Michigan Renewed FGM Doctor's Medical License Through 2029
Medical board supports FGM doctor.
Michigan renewed the medical license of Dr. Jumana Nagarwala, the physician charged in America’s first federal FGM prosecution, through 2029 in seven minutes, with no human review, no screening of her complaint history, and no reference to the federal case or the cutting allegations anywhere in the renewal record.
Records obtained through the Freedom of Information Act show that Nagarwala submitted her renewal application on April 14, 2026 at 12:53 PM. By 1:00 PM, the system had emailed her a confirmation.
The production contained only what Nagarwala submitted and the automated system emails. Nothing in the record indicates anyone at the Michigan Department of Licensing and Regulatory Affairs looked at Nagarwala’s file before extending her license by three years.
Her license number (4301071795) now shows an expiration date of June 19, 2029 in the state’s public licensing database. When this publication first reported on Nagarwala’s license status in January 2026, the same database showed an expiration of June 19, 2026. Her previous medical license is archived here and the new medical license is archived here.
LARA has at least four complaint files on this physician:
The original civil investigation (43-XX-146153), which the agency closed in September 2018 with the disposition “No Action Taken” two months before the federal charges were even dismissed.
The criminal monitoring file (146169), opened to track the federal prosecution.
A 2019 complaint from a physician who called Nagarwala’s practice of genital cutting on children without anesthesia “torture,” which LARA dismissed by citing the monitoring file rather than the closed investigation.
A 2025 patient complaint filed against Nagarwala by a patient she treated at GCH Westland Emergency Room.
LARA renewed Nagarwala’s license anyway.
The renewal application asks two good moral character questions. Both ask only about convictions not previously reported to the department. Since the federal case against Nagarwala was dismissed on constitutional grounds, Nagarwala was not required to disclose her history with FGM or the previous federal case against her.
The form does not ask about criminal charges, indictments, arrests, or investigations, open or closed, by this department.

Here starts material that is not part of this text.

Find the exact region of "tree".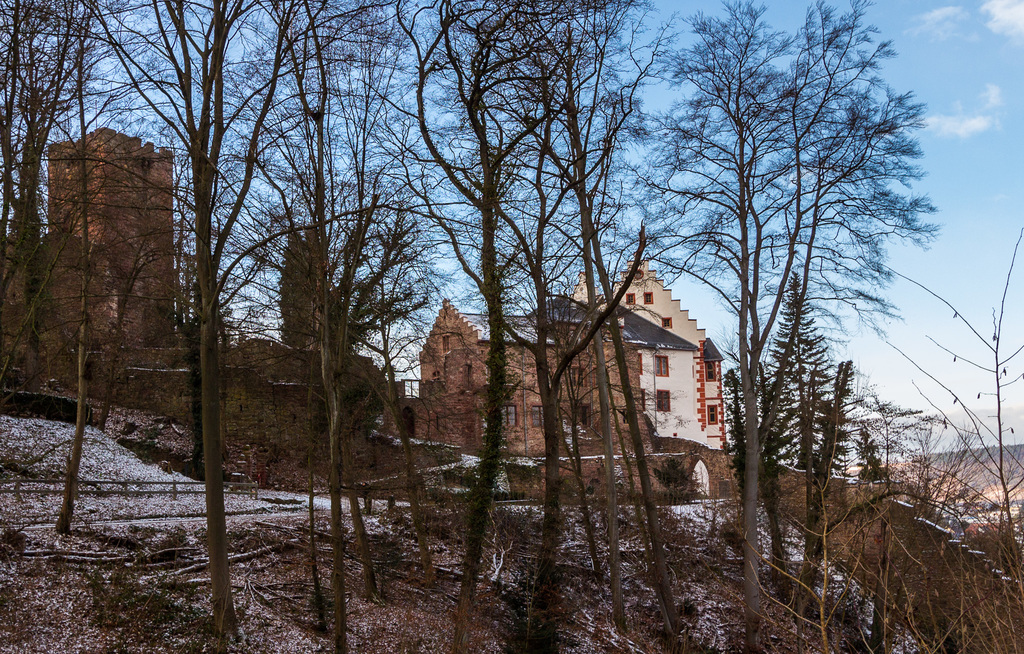
Exact region: (x1=0, y1=0, x2=111, y2=391).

The sanctions question asks only whether another state or country has imposed sanctions. Michigan’s own history with the licensee is structurally invisible on its own renewal form.

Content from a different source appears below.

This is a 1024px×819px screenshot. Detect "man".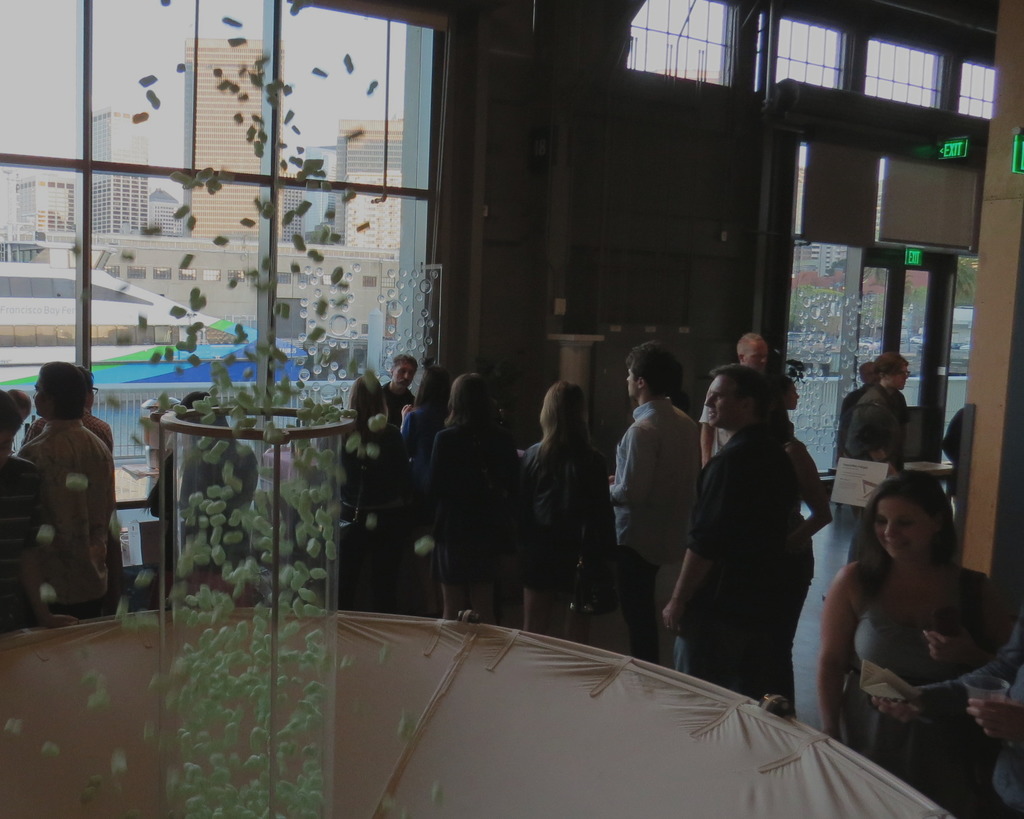
(606,338,701,668).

A patient complaint filed in 2025 alleged Nagarwala improperly administered a drug injection at GCH Westland Emergency Room. Her controlled substance license was also renewed.
The renewal took place during a period when LARA’s own communications director had personally responded to this publication’s questions about whether the agency made false statements to Medscape about the status of the investigations, breaking a months-long pattern of silence across multiple published articles. The agency’s Director of Legal Affairs had been CC’d on correspondence from a Board of Medicine reviewer who treated the inquiry as a legal exposure question. FOIA requests targeting internal communications about the case were active and pending response.
None of that stopped the renewal.
Nagarwala was charged in April 2017 with performing genital cutting on young girls at a Livonia clinic, in what federal prosecutors called the first FGM case in U.S. history. The FBI identified nine victims between the ages of seven and thirteen from Michigan, Minnesota, and Illinois. Prosecutors estimated as many as 100 girls may have been cut over a twelve-year period. The federal case ended in November 2018 after U.S. District Judge Bernard Friedman ruled the federal FGM statute unconstitutional. No party in the case disputed that the procedures occurred.
Michigan’s Board of Medicine authorized an investigation days after the federal arrest. Internal emails show LARA staff requested a summary suspension and administrative complaint. Neither was executed. Michigan never held hearings on her license. The state closed its investigation with “No Action Taken,” and the closure memo, authored by Assistant Attorney General Bridget K. Smith and addressed to then-Bureau of Professional Licensing Director Cheryl Wykoff Pezon, remains withheld in full under attorney-client privilege.
Dr. Fakhruddin Attar, who owned the Livonia clinic where prosecutors alleged the procedures took place, also holds an active, unrestricted medical license (No. 4301067384). His clinic is still open and his license does not expire until March 2027. As previously reported, LARA never assigned an investigator to his case and certified that “a traditional investigation was not conducted.”
No medical organization contacted for this investigation was willing to say that a physician who performed genital cutting on children should lose their medical license.
This is an ongoing investigation. If you’d like to support this work, you can contribute here: Expose Medical Board for Licensing an FGM Doctor.